The song about me: “Burning Heart.” It was his first big radio hit, topping out at number two on the country charts and even crossing over onto the Billboard Hot 100. He wrote his own narrative of that night and everything that came before it, recasting me as an evil temptress out to destroy him or any other poor man who fell for my seduction. It’s full of the most obvious kindergarten rhymes—no shit, the second verse pairs love and dove . It has a mind-numbingly boring melody and sounds like it was written in crayon on the back of a Longhorn menu. The title sounds like a symptom of a venereal disease. The worst people you know love to blast it from their lifted trucks.

Just the thought of it makes me want to shatter every glass in the bar.

Another perk of listening to most of my music on cassette in the truck? I never have to worry about accidentally hearing “Burning Heart” by Griffin Stone.

And I don’t want to spend one single, solitary second of my time with Romy thinking about that asshole. Which she can obviously tell, because she changes the subject.

“So tell me about this Dr. Owen,” she says in a syrupy, singsong voice like we’re fourth graders on the playground. “He’s a strapping fellow.”

“He’s …”

But I don’t have words to describe him.
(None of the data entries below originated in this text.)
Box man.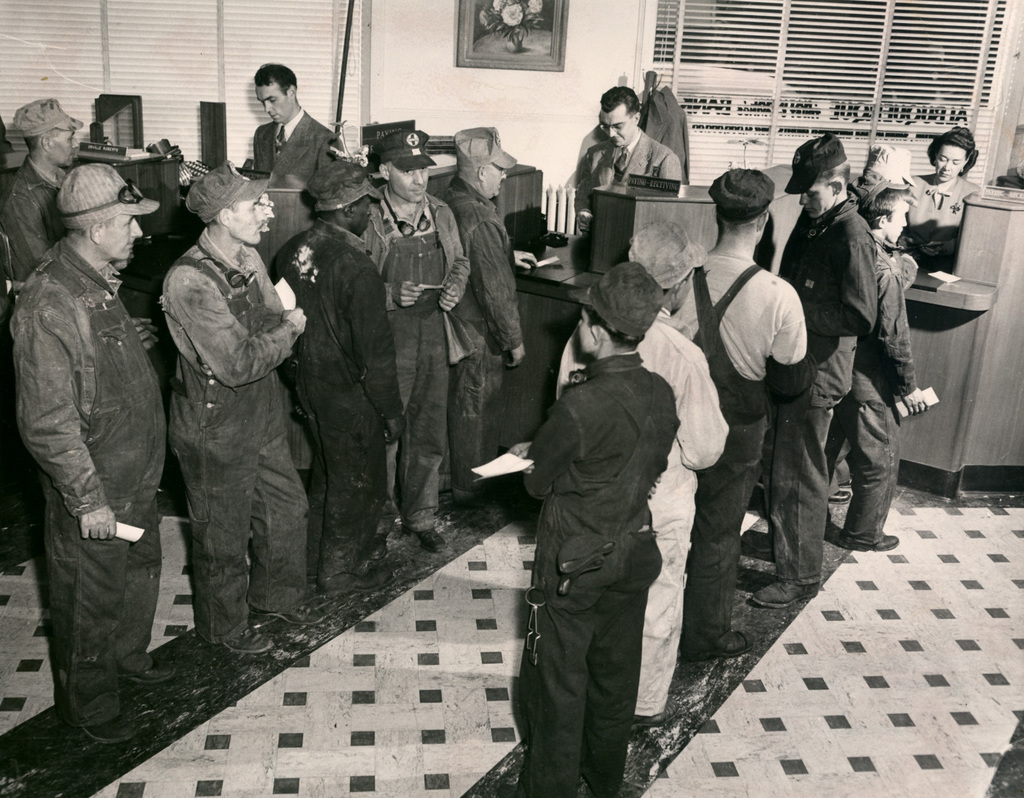
detection(21, 108, 182, 770).
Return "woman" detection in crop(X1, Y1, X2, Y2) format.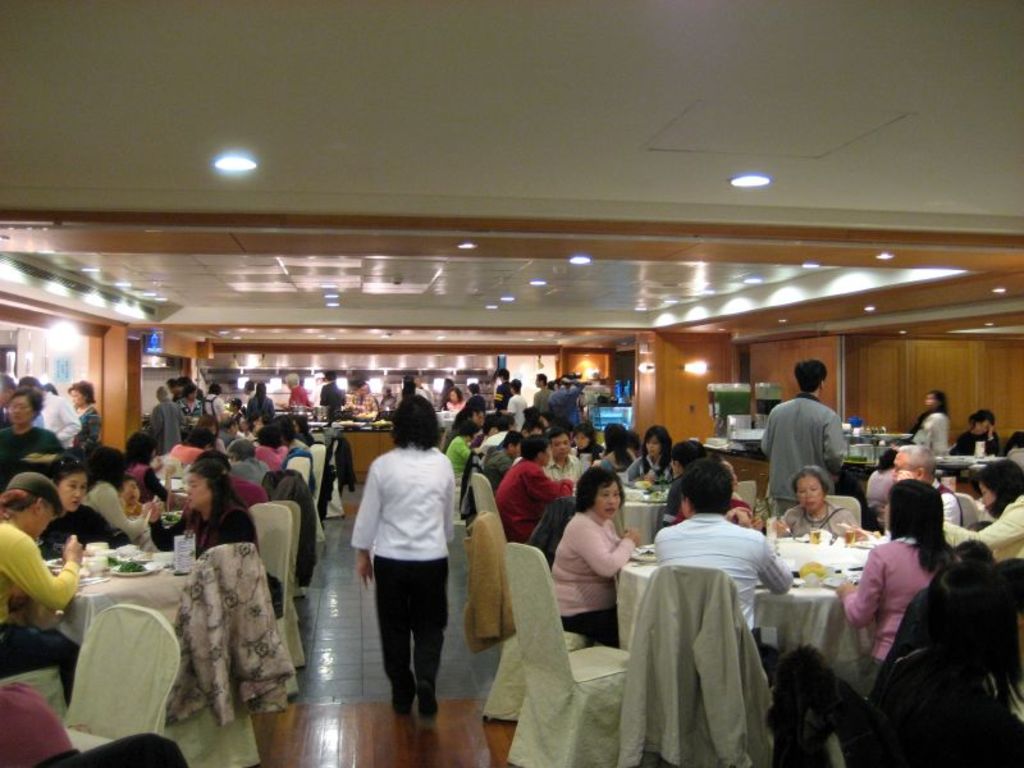
crop(570, 424, 604, 457).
Pineapple started out as a joke, but now it stands in for all the things I can’t say, all the things I won’t let myself feel. He’s so good, and I’m such a disaster. I can’t cast him in the role of one-man cleanup crew. I’ve always made sure my mess is mine to handle, but it’s getting harder and harder to keep it from him.

Still, something shifted last night at the concert. Something feels bigger. That “4Now” doesn’t quite cover it all anymore.

“Wyatt, you’re blushing.”

I duck my head, as if keeping her from seeing it will make it not real. “Well, he’s a very good lay,” I tell her.

Romy tosses the toothpick at me, and it lodges itself in my curls. “Don’t do that,” she says.

“Do what?” I ask, swatting at my hair to shake the toothpick loose.

“Diminish the things in your life that are good.”

“I’m not!”

“You used to do it all the time back in Nashville, and it seems like you haven’t changed. You neg yourself like you’re ready for the floor to drop out. I think that’s why you were with Griffin to begin with. You knew he was going to be a disappointment, so you didn’t have to be surprised when he showed his true colors. You’ve always gotta be big tough Wyatt Hart, ready to muscle through disaster.”

“That’s a load of shit.”

“Yeah. It is,” she says, leveling me with a look. “Nobody’s ready for disaster, for heartbreak. But when you try to prepare yourself like that, you just experience the misery twice. You can’t enjoy the good parts.”

I sigh. “But how can you call them good parts when they end in misery?”

Romy’s eyes go soft as she studies me. “Oh, honey. That’s just life. You take the good with the bad. You lean on the good to deal with the bad.” She reaches across the bar, taking my hand in hers. “But you’ve got to let yourself be happy.”

Then she swipes her thumb across my cheek, wiping away the tear I didn’t even realize was falling.

I grab for a bar napkin, sniffling and trying to smile. “I don’t want to be like this,” I say. “I just don’t know how to be any other way.”

She smiles. “Maybe start with that very handsome doctor who looks at you like you invented orgasms?”